In the blended household in which she landed, her new family soon “began to splinter along biological lines,” with blood siblings forming alliances in what would become a long cold war. As Kimball writes, her sensitivity finely attuned, it took her time to realize that exploring her mother’s psyche would force her still-living mother to “scratch at a wound that’s probably been open since childhood.” Just as sensitively, the author examines the effects of divorce on uncomprehending children and, more damagingly, the endless psychological battles surrounding custody. “What I wanted,” she writes, “is to clear away the muck: to point to a date on a calendar and say this led to that to watch a video and deconstruct the moments that led to our family’s collapse and its aftermath.” That aftermath included institutionalization, disintegration, and recrimination. In adulthood, the author has tried to puzzle out events. Of course, the suicide attempt, born of unsuccessfully managed bipolar disorder, clouded the lives of Kimball and her siblings, who were very young when it occurred.

“The Secret,” the opening act of the book, pairs a charming illustrative style, marked by bold-line geometries and little handwritten pointers (“Essential sandwich ingredients,” “Weird, secret storage room”), with a startling first sentence: “My mom was thirty-one when she decided to take her own life.” That desperate act sets in motion the collapse of a seemingly ordinary family-though, of course, no family is truly ordinary. Intensely candid debut memoir by illustrator and writer Kimball.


• Work to complete
Read the lines below. Copy out any that hold the string "title".

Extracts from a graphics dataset

######

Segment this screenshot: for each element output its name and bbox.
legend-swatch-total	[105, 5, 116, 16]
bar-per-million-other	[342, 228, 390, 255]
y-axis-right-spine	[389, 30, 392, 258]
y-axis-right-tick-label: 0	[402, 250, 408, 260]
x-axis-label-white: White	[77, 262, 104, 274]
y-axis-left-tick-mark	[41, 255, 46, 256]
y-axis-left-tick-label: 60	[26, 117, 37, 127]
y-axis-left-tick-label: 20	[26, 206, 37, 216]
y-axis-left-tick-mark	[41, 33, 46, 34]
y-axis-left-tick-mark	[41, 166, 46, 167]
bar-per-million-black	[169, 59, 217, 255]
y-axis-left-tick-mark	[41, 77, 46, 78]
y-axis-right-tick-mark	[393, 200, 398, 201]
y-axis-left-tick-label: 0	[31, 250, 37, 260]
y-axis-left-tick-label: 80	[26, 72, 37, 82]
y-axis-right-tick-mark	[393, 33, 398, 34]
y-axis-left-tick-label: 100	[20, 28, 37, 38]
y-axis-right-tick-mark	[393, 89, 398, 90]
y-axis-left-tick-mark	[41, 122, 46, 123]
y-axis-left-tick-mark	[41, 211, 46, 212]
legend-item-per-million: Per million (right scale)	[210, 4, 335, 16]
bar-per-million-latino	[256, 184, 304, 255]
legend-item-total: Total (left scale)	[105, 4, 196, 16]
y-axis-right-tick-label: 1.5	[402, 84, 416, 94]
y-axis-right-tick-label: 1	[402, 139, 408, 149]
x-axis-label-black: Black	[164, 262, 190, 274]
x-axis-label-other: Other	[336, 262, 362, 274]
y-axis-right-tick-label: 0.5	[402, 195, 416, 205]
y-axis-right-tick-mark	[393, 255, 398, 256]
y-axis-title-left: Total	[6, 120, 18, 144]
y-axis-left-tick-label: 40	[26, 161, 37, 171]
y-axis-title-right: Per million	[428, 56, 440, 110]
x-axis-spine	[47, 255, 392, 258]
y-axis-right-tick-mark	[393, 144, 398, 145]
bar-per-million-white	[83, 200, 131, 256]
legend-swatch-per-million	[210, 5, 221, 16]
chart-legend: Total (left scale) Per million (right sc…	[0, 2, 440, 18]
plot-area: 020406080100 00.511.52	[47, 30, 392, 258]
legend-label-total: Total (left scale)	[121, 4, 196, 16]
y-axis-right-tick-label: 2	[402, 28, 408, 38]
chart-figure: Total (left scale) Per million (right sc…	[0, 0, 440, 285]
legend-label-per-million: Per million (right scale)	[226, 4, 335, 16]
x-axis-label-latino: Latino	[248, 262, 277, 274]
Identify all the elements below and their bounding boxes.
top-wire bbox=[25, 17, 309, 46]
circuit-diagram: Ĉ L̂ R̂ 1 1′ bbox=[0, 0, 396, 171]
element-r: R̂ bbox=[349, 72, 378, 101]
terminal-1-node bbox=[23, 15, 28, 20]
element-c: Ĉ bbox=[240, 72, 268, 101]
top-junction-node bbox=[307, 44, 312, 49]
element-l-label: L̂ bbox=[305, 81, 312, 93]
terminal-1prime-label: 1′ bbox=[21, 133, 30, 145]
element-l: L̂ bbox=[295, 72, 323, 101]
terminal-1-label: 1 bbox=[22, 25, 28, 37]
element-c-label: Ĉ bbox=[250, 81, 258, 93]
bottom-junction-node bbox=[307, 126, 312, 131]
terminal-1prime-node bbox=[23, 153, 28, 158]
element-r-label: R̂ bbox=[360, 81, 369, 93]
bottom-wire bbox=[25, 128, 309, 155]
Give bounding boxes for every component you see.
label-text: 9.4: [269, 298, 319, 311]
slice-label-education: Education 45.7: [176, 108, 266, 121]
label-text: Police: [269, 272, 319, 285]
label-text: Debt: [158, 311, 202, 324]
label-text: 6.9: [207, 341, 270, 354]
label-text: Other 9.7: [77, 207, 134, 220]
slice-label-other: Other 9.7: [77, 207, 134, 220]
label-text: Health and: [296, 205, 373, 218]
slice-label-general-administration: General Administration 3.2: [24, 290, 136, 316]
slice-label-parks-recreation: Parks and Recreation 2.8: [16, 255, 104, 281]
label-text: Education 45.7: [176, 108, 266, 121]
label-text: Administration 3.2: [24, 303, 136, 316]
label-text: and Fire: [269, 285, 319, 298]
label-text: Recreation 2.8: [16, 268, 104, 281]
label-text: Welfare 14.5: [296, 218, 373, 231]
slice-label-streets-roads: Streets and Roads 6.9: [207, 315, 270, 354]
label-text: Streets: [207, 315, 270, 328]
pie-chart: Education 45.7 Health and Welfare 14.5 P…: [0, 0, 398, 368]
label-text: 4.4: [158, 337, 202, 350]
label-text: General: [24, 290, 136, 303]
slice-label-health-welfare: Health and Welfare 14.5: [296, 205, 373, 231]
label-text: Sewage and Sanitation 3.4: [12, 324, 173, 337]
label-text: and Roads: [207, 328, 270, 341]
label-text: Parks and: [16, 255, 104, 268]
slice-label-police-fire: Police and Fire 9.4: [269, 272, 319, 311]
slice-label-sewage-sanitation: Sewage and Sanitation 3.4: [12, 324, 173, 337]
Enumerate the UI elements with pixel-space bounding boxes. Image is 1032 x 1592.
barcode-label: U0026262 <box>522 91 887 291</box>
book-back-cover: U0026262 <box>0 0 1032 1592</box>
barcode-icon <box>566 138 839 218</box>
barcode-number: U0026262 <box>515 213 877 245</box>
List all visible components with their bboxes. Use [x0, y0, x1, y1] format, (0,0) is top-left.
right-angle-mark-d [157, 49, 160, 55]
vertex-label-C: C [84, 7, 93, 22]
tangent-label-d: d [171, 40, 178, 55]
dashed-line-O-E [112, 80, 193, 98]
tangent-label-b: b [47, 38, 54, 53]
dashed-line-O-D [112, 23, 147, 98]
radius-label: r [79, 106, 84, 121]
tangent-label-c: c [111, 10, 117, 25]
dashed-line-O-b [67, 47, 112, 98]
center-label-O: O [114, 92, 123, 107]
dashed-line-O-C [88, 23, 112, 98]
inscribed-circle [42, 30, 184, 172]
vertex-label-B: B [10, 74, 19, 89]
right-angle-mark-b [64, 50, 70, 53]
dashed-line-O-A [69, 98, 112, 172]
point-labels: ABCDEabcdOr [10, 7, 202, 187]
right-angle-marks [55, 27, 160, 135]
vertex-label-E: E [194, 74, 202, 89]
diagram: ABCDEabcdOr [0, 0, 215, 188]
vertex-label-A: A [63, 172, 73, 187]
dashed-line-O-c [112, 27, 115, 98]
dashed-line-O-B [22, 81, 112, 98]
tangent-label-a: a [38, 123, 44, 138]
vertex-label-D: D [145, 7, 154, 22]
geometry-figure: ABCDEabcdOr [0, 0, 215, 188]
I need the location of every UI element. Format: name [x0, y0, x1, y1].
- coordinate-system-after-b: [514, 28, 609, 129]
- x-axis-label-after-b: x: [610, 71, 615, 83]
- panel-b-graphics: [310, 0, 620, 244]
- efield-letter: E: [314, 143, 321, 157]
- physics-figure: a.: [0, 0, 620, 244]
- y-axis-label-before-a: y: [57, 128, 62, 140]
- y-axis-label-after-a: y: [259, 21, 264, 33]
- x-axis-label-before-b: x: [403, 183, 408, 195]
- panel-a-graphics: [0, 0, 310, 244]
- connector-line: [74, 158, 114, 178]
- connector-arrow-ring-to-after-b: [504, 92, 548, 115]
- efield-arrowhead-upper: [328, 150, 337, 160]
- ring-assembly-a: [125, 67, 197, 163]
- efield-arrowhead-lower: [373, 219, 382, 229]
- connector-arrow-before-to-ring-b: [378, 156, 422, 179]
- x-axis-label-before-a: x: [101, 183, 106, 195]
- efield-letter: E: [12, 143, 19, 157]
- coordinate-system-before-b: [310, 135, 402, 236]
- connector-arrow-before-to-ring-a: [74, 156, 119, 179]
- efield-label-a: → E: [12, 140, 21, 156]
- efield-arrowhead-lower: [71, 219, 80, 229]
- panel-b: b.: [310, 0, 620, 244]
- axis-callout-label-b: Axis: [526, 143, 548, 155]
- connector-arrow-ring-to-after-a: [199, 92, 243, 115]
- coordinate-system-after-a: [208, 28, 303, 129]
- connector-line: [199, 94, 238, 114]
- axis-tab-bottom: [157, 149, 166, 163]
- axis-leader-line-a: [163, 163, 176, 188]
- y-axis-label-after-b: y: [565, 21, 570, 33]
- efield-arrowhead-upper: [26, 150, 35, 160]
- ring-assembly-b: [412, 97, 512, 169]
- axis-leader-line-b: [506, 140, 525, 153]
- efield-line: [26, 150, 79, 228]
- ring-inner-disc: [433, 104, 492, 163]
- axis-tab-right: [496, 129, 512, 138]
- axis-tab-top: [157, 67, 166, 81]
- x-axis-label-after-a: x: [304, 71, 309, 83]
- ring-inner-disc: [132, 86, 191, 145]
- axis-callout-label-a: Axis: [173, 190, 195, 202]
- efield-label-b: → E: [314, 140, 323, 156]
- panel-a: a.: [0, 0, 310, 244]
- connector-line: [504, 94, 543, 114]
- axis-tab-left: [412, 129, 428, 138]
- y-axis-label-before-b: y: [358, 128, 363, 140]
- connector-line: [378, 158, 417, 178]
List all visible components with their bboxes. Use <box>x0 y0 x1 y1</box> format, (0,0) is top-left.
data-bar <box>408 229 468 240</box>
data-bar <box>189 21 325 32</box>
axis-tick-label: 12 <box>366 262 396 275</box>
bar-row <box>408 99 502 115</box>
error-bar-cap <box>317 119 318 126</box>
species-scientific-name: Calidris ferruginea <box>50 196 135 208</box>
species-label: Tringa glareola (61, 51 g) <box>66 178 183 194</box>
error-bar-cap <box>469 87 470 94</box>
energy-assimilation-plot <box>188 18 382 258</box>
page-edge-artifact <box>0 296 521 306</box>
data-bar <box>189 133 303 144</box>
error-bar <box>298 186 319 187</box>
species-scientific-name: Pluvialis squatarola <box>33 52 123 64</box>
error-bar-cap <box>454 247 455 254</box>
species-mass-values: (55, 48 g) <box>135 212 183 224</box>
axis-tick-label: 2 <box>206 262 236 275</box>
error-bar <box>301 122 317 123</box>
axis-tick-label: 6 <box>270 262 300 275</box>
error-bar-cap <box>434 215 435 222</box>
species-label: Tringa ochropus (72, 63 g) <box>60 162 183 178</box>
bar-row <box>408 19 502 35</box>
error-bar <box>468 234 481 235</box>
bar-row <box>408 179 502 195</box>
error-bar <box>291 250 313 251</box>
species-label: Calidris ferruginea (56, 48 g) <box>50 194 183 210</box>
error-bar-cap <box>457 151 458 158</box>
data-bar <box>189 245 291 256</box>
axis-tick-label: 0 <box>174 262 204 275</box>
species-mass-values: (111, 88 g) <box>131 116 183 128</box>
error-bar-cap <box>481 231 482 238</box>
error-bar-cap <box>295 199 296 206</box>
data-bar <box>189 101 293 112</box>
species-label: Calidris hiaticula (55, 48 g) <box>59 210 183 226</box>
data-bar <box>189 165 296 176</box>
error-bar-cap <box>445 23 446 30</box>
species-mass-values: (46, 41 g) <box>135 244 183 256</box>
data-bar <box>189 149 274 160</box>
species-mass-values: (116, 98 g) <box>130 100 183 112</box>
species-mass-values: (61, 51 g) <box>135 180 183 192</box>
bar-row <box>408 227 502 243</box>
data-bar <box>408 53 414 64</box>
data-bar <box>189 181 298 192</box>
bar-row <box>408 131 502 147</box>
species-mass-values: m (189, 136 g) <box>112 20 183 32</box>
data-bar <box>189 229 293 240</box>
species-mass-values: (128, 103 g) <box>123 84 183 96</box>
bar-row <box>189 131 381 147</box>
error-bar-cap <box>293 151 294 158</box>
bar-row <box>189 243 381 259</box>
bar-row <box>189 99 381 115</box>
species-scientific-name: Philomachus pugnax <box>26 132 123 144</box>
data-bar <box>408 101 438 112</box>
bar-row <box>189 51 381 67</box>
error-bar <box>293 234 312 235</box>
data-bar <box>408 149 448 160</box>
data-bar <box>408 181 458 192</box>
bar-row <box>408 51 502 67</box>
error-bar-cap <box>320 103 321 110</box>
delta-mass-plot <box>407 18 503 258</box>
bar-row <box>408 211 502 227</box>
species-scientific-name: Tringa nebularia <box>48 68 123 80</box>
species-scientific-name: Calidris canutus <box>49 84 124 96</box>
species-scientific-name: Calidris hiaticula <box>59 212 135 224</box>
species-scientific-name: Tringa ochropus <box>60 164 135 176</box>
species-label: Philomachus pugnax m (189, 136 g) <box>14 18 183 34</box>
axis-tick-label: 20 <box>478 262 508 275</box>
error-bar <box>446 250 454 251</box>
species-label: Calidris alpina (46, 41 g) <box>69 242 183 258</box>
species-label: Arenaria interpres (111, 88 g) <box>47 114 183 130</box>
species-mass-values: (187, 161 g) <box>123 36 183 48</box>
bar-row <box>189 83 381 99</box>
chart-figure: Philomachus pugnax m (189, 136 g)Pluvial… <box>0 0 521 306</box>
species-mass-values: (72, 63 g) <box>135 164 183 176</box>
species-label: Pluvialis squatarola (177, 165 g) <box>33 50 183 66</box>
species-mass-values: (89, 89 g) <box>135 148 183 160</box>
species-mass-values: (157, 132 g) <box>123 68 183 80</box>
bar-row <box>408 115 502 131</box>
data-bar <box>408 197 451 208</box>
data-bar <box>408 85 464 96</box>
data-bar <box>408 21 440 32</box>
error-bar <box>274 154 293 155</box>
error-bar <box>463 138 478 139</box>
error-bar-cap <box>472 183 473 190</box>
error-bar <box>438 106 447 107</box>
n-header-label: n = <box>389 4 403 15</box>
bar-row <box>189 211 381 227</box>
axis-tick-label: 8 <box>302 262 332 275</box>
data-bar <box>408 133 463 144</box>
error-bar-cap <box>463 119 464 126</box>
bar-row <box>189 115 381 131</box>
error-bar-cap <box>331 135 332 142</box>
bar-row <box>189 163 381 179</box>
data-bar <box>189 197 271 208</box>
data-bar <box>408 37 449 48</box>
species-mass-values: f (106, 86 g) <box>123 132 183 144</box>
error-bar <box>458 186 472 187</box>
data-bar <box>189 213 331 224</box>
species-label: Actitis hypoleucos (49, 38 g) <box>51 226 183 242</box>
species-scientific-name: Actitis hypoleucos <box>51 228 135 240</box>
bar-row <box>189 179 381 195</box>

######

• Solution below
y-axis-title-left: Total	[6, 120, 18, 144]
y-axis-title-right: Per million	[428, 56, 440, 110]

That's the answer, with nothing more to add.